Saturday, November 5, 2011
Drivin' hard...Ridin' easy
Back in 1974 I wanted to be Larry Rayder from the film Dirty Mary Crazy Larry.
I thought Peter Fonda was the coolest actor in the world. Since his role as Wyatt in Easy Rider, nobody had a handle on laid-back counter-culture cool like Fonda. Before Easy Rider in 1968, Fonda had already starred in countless TV shows and movies. Once Easy Rider hit, he became the unofficial spokesperson for a generation already embracing anti-authoritarian psychedelia, acid-rock, and movies far from the Hollywood fray. Fonda's movies "spoke" to youth tired of being force-fed the hypocritical trappings of their parents. His connection to 1960s kids only strengthened once Easy Rider took hold.
Shortly after Easy Rider, Fonda directed an obscure, elegiac, Western called The Hired Hand, which, like Monte Hellman's early 70s oaters, was anti-Western, opposing the tired Hollywood take on the wild west favoring, instead, deep character study.
But it wasn't long before Fonda moved into action-movie mode (around 1974). And it was during this phase that I started to watch the actor more intently. With Dirty Mary Crazy Larry, Fonda advanced his anti-authoritarian disposition that appealed to kids at my age. I found myself attempting to adopt Fonda's onscreen persona. I tried to be laid back, not easily flustered, cool with the chicks - all with a slight chip on my shoulder. But, at the age of 14, which was how old I was when I first saw Dirty Mary Crazy Larry, I failed at all of these things. The one thing I could handle at that age was Fonda's style of dress - jeans, boots, denim shirts, aviator style sunglasses, etc. But again, for me at 14, this 'look' struggled to fly.
Dirty Mary Crazy Larry became my La Dolce Vita (supposedly the film Roger Ebert dreamed of emulating). I wanted to run the countryside as an outlaw in a Dodge Charger with a girl like Mary (Susan George) by my side.
But at 14, without a driver's license or the attention of a chick like Susan George, this never happened.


- [TASK BRIEF] Your task is to copy the records that follow exactly, minus any images.

»»

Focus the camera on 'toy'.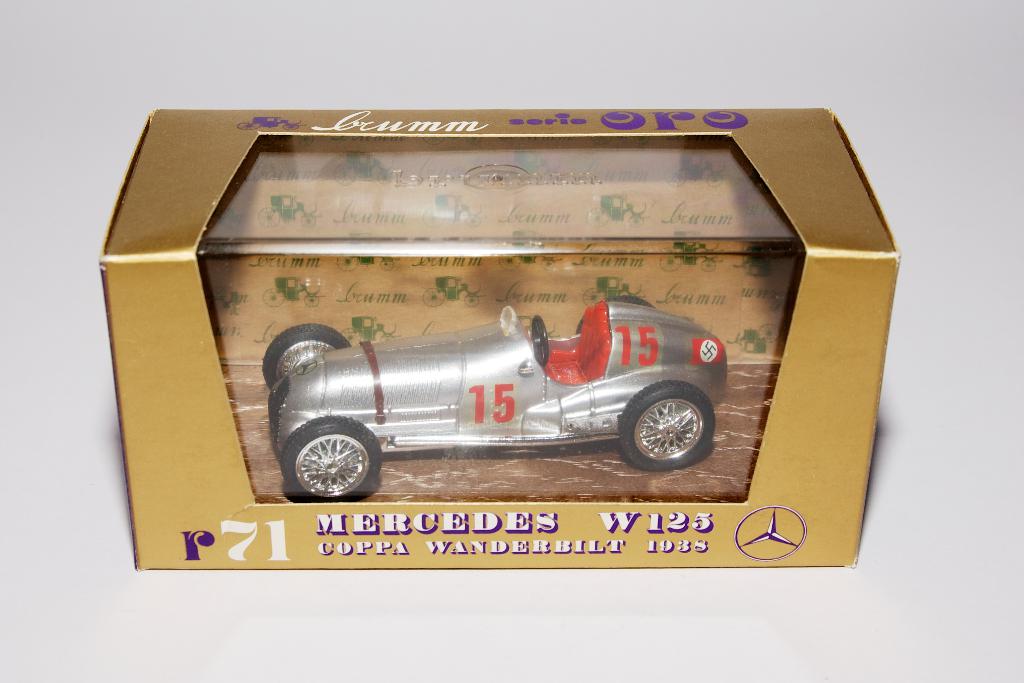
Focus region: x1=341 y1=314 x2=400 y2=345.
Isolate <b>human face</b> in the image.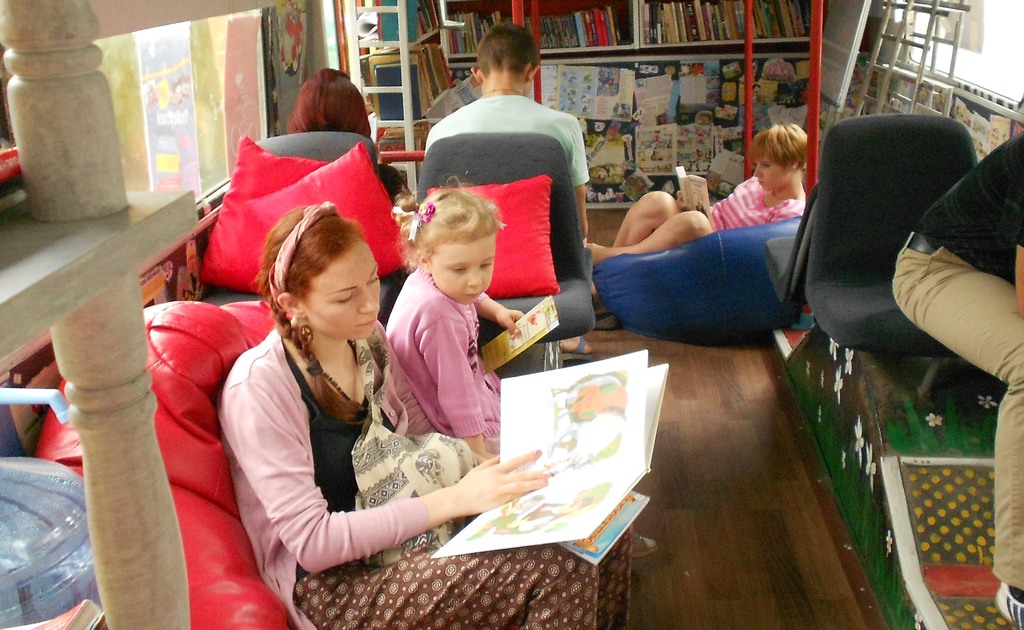
Isolated region: 428,236,495,305.
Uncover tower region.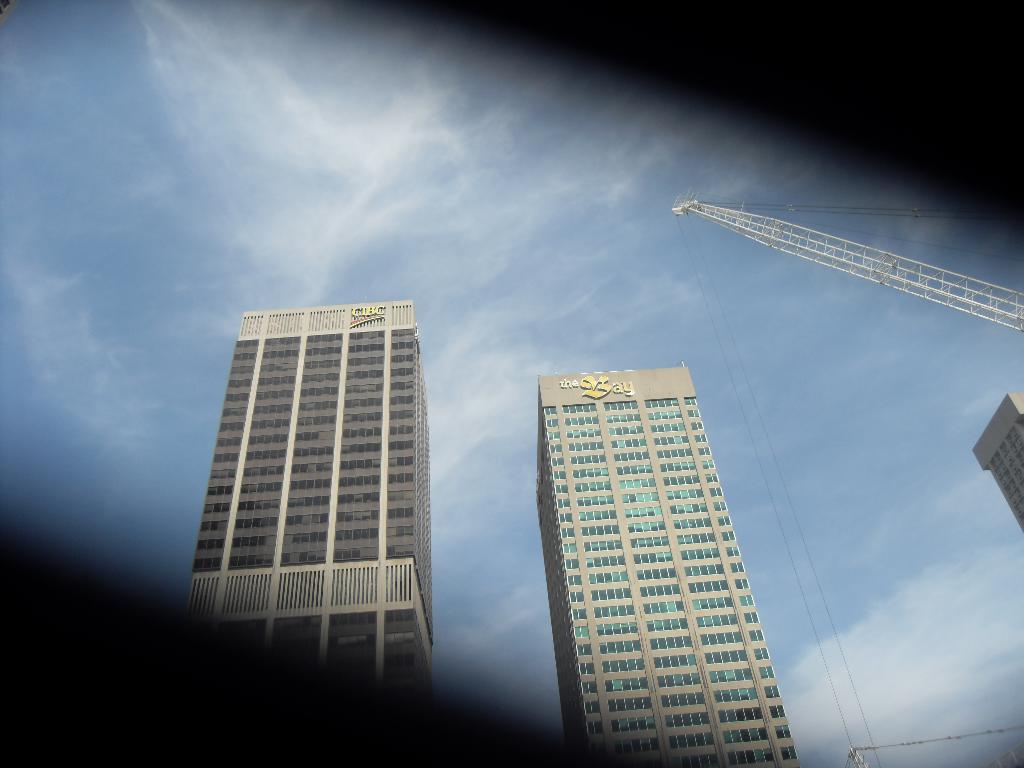
Uncovered: box(972, 390, 1023, 534).
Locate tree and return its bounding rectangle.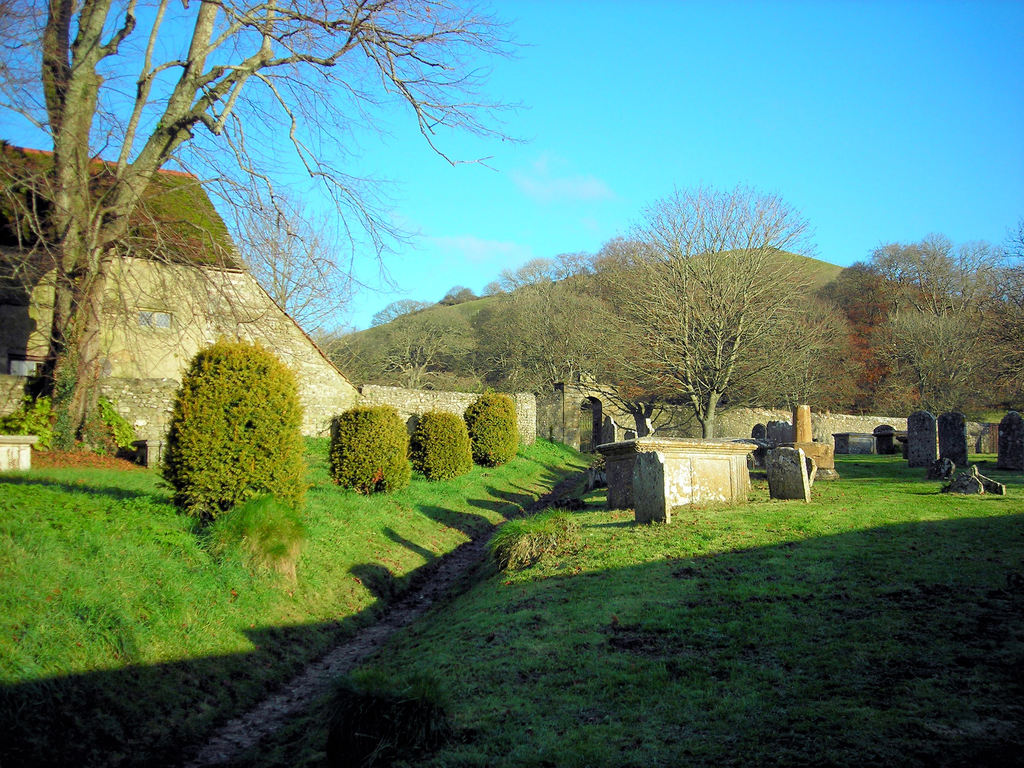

««

- [COMPLETED TASK]
Focus the camera on 'toy'.
Focus region: x1=341 y1=314 x2=400 y2=345.
Isolate <b>human face</b> in the image.
Isolated region: 428,236,495,305.
Uncover tower region.
Uncovered: box(972, 390, 1023, 534).
Locate tree and return its bounding rectangle.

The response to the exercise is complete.